Category Archives: living better in Sampa

Divine pasta in São Paulo

Buttina Restaurant, in São Paulo

Buttina Restaurant, in São Paulo

Bernard Shaw, prominent Irish writer, said once that there is no love sincerer than the love of food. This is certainly the plain truth in the Buttina Restaurant, a cantina in Pinheiros district that hooks you by their passion for dazzling combinations. Not surprisingly, Ignacio de Loyola Brandão, our prestigious Brazilian writer and journalist, is anusual customer to the place and put his admiration into ingenious words hang on the wall entrance.Likewise, legendary caricaturist Jaguar and not least legendary architect Oscar Niemeyer sparkle around the restaurant. The latter gave a pint of his brilliance on a drawing on the wall representing Rio de Janeiro and the former, engraved his own comical caricature.

 

But do not let this façade elude about another glaring restaurant. The Buttina welcomes you in a grandstand atmosphere of an old house from the 40´s and unfolds itself into ambiences with a distinctive flourish of fruit trees, scattering throughout the pleasant back garden.

The fruit trees all around

The fruit trees all around

 

An amiable gathering of friends would cheer up any suggestion from the menu. The simple elegance of the meals charm the guests as the multitude of tastes comes up for the most relishing moment. Seldom do we try elsewhere dishes as exquisite as spaghetti with cocoa or the legitimate pomodoro souce with cheese raviolli.

 

Filomena Chiarella, the chef and owner, has not been an artist in Italian cuisine for as long as she has without learning a thing or two from her mom, who makes the dough. The homemade dough of the gnocchi that comes out of the hands of the lovely 83 year-old Nona makes it the best in the city, but only available on Fridays and weekends, as well as on the traditional 29th.

The fabulous gnochi from Nona

The fabulous gnochi from Nona

Furthermore, the youngest in the staff, the cook Thomas Mancini, it turns out, is not only a talented cook, but also a diligent professional, catering for every whimp of the guests. At some time or another, to escape the boredom of all the range cantinas in the city, pick out the Buttina. It is definetely a celebration of good times and love of food.

Should cars be banned from city centres?

Cars should be banned from the city center at least in the biggest cities because they bring on more problems than benefits. Pollution is the top one major drawback, along with traffic jams and a relentless decrease in local commerce.

Firstly, it is widely known that cars are responsible for the highest levels of carbon dioxide emissions, the most common greenhouse gas. In 2007, the rate stood at 158 grams per kilometer. It accounts for the first cause of global warming in the US and the second in Europe. Hard though it is to believe that despite these numbers, the cars fleet soared to amazing four times the population growth from 1980 to 1990 in Mexico city, for example.

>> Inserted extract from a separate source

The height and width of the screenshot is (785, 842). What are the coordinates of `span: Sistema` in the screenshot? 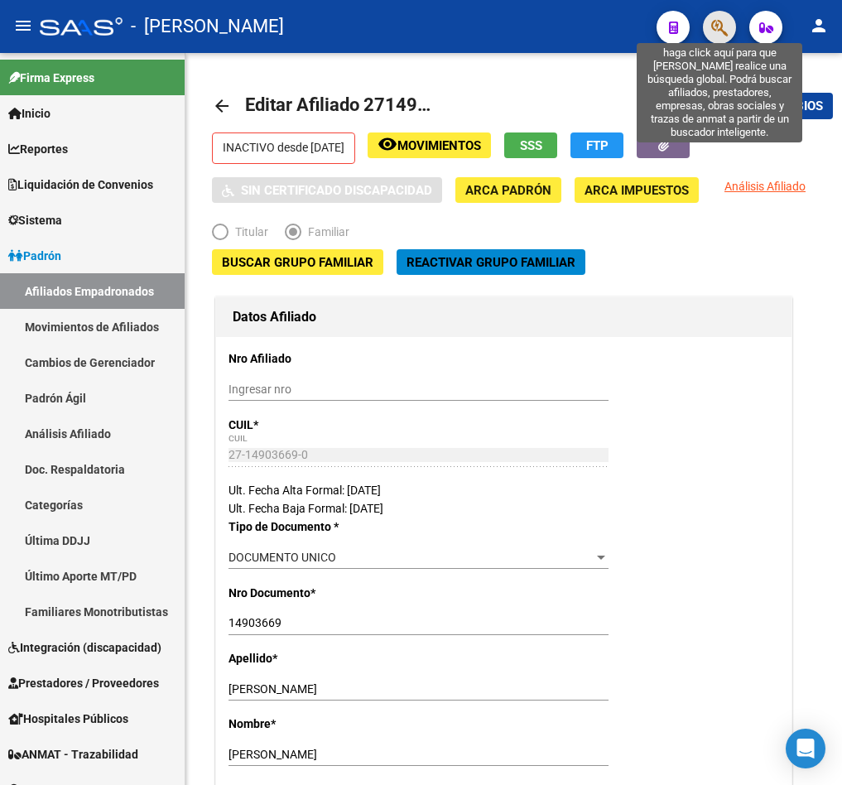 It's located at (35, 220).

A perverse car-oriented society is also found in Moscow where the status of owning a car has been dilapidating seriously the environment world around.

Secondly, cars humper traffic be them parked or roaming on the streets where public transportation should be the priority mean of commuting. Even after the implementation of urban toll and license plate rotation scheme, London and São Paulo locals have reached peaks of immobility in their centers in the last decades. The squandering money in São Paulo´s economy due to traffic jams stands at 10% of the GDP. London has fallen back on bicycle routes and São Paulo has tried hard to work up subway and buses lines.

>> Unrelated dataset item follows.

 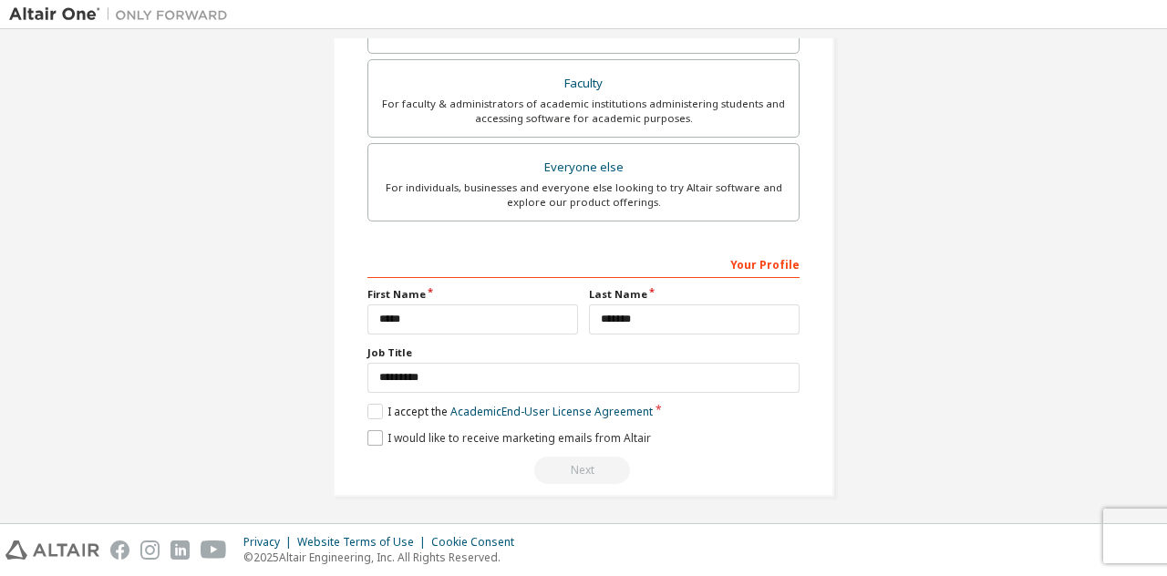 I want to click on label: Last Name, so click(x=694, y=294).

In addition to that, local commerce looses pedestrians and consequently sales volume decreases. City center commerce tends to deteriorate because it turns into simply to a passage area. What´s more, local residents are forced to move out of the city center making the area much more devaluated.

All the problems can be wrapped up by two words: public transportation, to the detriment of cars in the city centres. At any rate, it should be promoted the use of bicycles and companies should incentive the carpool until subway stations around the area

Is it possible to adopt bikes in Sampa?

 The use of bikes in the cold London has risen 100% from 2000 to 2005 acording to this piece of news from BBC . The Transport for London´s network ( TfL) has built 450 km of routes so far, the LCN+ routes, and other 400 km are expected for the next years.

They can count on good facilities and a respectable budget from TfL´s, naturally, as well as cycle parking spaces on the streets, new cycle racks for kids at schools and a journey planner for you select your best route.

 Here in São Paulo, things work a bit different. Cycling is for ballsy characters, and we depend on moviments like the Bicicletada dos Executivos, held last year, to arise awareness of the possibility of adopting a bike as a mean of transportation .

 Marco Antonio Correia kept a quite interesting blog on the topic: Bike é meio de transporte that can set you off to other blogs and sites, like the excellent Vá de bike , from Willian Cruz. This is a very nice job, and it would be wonderful if they could update them more often to spread this healthy, happy, environmental culture in our craze city.

What do you think, can we implement cycling routes in Sampa? Where?